When doing assistance exercises for 3-4 sets, 8-15 reps, what is the best way to choose your weights?
So far I’ve read there are different things like
straight sets - same weight being used for all sets
ramping sets - 2 warm up sets, 1 medium set, 1 very heavy set
pyramid - heavy set in the middle, the sets before and after are lighter
Also, maybe just a few warmup sets with one “all out” set.
Should I just lift the damn weight and work on getting more reps/weight each set, or should I pay attention to this kind of stuff and use it.
My days for lifting usually consist of:
1 compound movement (lower reps, try to gain strength on this consistently)
2-3 isolation/assitence exercises.
I hear all this “training to failure” stuff and I’m not sure what they mean by that either. Most of the time I ramp weights and just bust ass on each one, is there more to it or am I just overanalyzing this whole thing.
In my log you can see what I’m doing for assistance, if that helps.
You pretty much answered your own question.
I think you should do “Starting Strength” tho.
3 compound lifts, 3x per week.
3 sets of 5 reps on all exercises
Pick a weight you can do for 5 reps and then increase it by 20,10,5,or 2.5 pounds each workout.
Squat every workout (deep)
Alternate the bench press and the overhead press
Alternated the deadlift and the powerclean
You will make massive gains in strength and size and be way ahead of the other beginners.
[quote]power_bulker wrote:
When doing assistance exercises for 3-4 sets, 8-15 reps, what is the best way to choose your weights?[/quote]
First of all, 8-15 is a pretty big rep range, so that’s going to confuse things a little more.
[quote]straight sets - same weight being used for all sets
ramping sets - 2 warm up sets, 1 medium set, 1 very heavy set
pyramid - heavy set in the middle, the sets before and after are lighter
Also, maybe just a few warmup sets with one “all out” set.[/quote]
People are successful with each of these. Eventually you’ll figure out which you best respond to.
The bold/underlined is most important, but the second (paying attention to “this kind of stuff”) is also important. That’s why there are training logs.
As long as each workout has you doing more “stuff” - either weight, reps, or a combination of both - you’re on the right track.
Depending on who you ask, muscular failure means different things. Basically, it’s being physically unable to lift the weight for a complete rep with good technique.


(EXERCISE REQUIREMENTS): Your response should consist of the entries below, reproduced exactly and without their images.

+++ DATA TO USE +++

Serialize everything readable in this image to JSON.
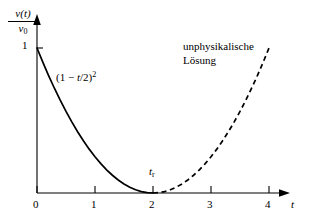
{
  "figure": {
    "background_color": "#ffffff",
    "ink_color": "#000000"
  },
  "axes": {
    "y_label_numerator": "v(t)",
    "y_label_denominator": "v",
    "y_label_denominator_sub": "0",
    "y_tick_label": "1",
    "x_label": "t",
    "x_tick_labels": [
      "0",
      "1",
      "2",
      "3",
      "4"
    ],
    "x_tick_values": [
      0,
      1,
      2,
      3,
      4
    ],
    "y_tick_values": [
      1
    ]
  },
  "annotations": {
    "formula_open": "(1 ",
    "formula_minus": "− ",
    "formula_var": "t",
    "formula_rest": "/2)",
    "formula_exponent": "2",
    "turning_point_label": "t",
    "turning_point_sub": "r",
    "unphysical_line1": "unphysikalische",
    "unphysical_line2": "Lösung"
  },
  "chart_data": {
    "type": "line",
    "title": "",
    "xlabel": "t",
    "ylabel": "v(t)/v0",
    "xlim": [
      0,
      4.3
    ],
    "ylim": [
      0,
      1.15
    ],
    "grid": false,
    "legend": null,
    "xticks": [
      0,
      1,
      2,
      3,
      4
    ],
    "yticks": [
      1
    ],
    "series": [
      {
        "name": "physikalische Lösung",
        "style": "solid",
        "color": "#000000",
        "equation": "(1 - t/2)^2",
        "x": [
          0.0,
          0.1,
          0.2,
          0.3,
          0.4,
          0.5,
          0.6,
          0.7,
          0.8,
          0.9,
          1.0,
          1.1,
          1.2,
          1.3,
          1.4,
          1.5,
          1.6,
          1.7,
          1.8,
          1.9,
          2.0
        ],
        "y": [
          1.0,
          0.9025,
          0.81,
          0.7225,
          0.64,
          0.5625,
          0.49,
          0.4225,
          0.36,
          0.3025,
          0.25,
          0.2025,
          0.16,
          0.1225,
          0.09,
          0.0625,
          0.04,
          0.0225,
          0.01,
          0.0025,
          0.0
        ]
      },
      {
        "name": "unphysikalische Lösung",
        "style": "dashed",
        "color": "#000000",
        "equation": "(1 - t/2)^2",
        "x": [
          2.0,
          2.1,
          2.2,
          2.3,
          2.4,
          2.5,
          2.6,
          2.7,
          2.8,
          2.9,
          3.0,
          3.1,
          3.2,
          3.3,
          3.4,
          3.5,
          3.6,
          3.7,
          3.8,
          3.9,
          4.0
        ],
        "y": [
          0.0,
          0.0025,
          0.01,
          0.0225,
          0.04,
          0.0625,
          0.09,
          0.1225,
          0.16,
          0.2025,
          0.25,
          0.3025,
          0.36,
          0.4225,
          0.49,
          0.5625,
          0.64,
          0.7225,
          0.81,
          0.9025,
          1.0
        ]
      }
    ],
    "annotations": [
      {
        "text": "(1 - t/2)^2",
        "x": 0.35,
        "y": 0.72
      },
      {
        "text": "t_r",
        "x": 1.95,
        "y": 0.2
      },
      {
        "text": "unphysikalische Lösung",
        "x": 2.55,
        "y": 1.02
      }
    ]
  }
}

+++

(YOUR RESPONSE):
Serialize everything readable in this image to JSON.
{
  "figure": {
    "background_color": "#ffffff",
    "ink_color": "#000000"
  },
  "axes": {
    "y_label_numerator": "v(t)",
    "y_label_denominator": "v",
    "y_label_denominator_sub": "0",
    "y_tick_label": "1",
    "x_label": "t",
    "x_tick_labels": [
      "0",
      "1",
      "2",
      "3",
      "4"
    ],
    "x_tick_values": [
      0,
      1,
      2,
      3,
      4
    ],
    "y_tick_values": [
      1
    ]
  },
  "annotations": {
    "formula_open": "(1 ",
    "formula_minus": "− ",
    "formula_var": "t",
    "formula_rest": "/2)",
    "formula_exponent": "2",
    "turning_point_label": "t",
    "turning_point_sub": "r",
    "unphysical_line1": "unphysikalische",
    "unphysical_line2": "Lösung"
  },
  "chart_data": {
    "type": "line",
    "title": "",
    "xlabel": "t",
    "ylabel": "v(t)/v0",
    "xlim": [
      0,
      4.3
    ],
    "ylim": [
      0,
      1.15
    ],
    "grid": false,
    "legend": null,
    "xticks": [
      0,
      1,
      2,
      3,
      4
    ],
    "yticks": [
      1
    ],
    "series": [
      {
        "name": "physikalische Lösung",
        "style": "solid",
        "color": "#000000",
        "equation": "(1 - t/2)^2",
        "x": [
          0.0,
          0.1,
          0.2,
          0.3,
          0.4,
          0.5,
          0.6,
          0.7,
          0.8,
          0.9,
          1.0,
          1.1,
          1.2,
          1.3,
          1.4,
          1.5,
          1.6,
          1.7,
          1.8,
          1.9,
          2.0
        ],
        "y": [
          1.0,
          0.9025,
          0.81,
          0.7225,
          0.64,
          0.5625,
          0.49,
          0.4225,
          0.36,
          0.3025,
          0.25,
          0.2025,
          0.16,
          0.1225,
          0.09,
          0.0625,
          0.04,
          0.0225,
          0.01,
          0.0025,
          0.0
        ]
      },
      {
        "name": "unphysikalische Lösung",
        "style": "dashed",
        "color": "#000000",
        "equation": "(1 - t/2)^2",
        "x": [
          2.0,
          2.1,
          2.2,
          2.3,
          2.4,
          2.5,
          2.6,
          2.7,
          2.8,
          2.9,
          3.0,
          3.1,
          3.2,
          3.3,
          3.4,
          3.5,
          3.6,
          3.7,
          3.8,
          3.9,
          4.0
        ],
        "y": [
          0.0,
          0.0025,
          0.01,
          0.0225,
          0.04,
          0.0625,
          0.09,
          0.1225,
          0.16,
          0.2025,
          0.25,
          0.3025,
          0.36,
          0.4225,
          0.49,
          0.5625,
          0.64,
          0.7225,
          0.81,
          0.9025,
          1.0
        ]
      }
    ],
    "annotations": [
      {
        "text": "(1 - t/2)^2",
        "x": 0.35,
        "y": 0.72
      },
      {
        "text": "t_r",
        "x": 1.95,
        "y": 0.2
      },
      {
        "text": "unphysikalische Lösung",
        "x": 2.55,
        "y": 1.02
      }
    ]
  }
}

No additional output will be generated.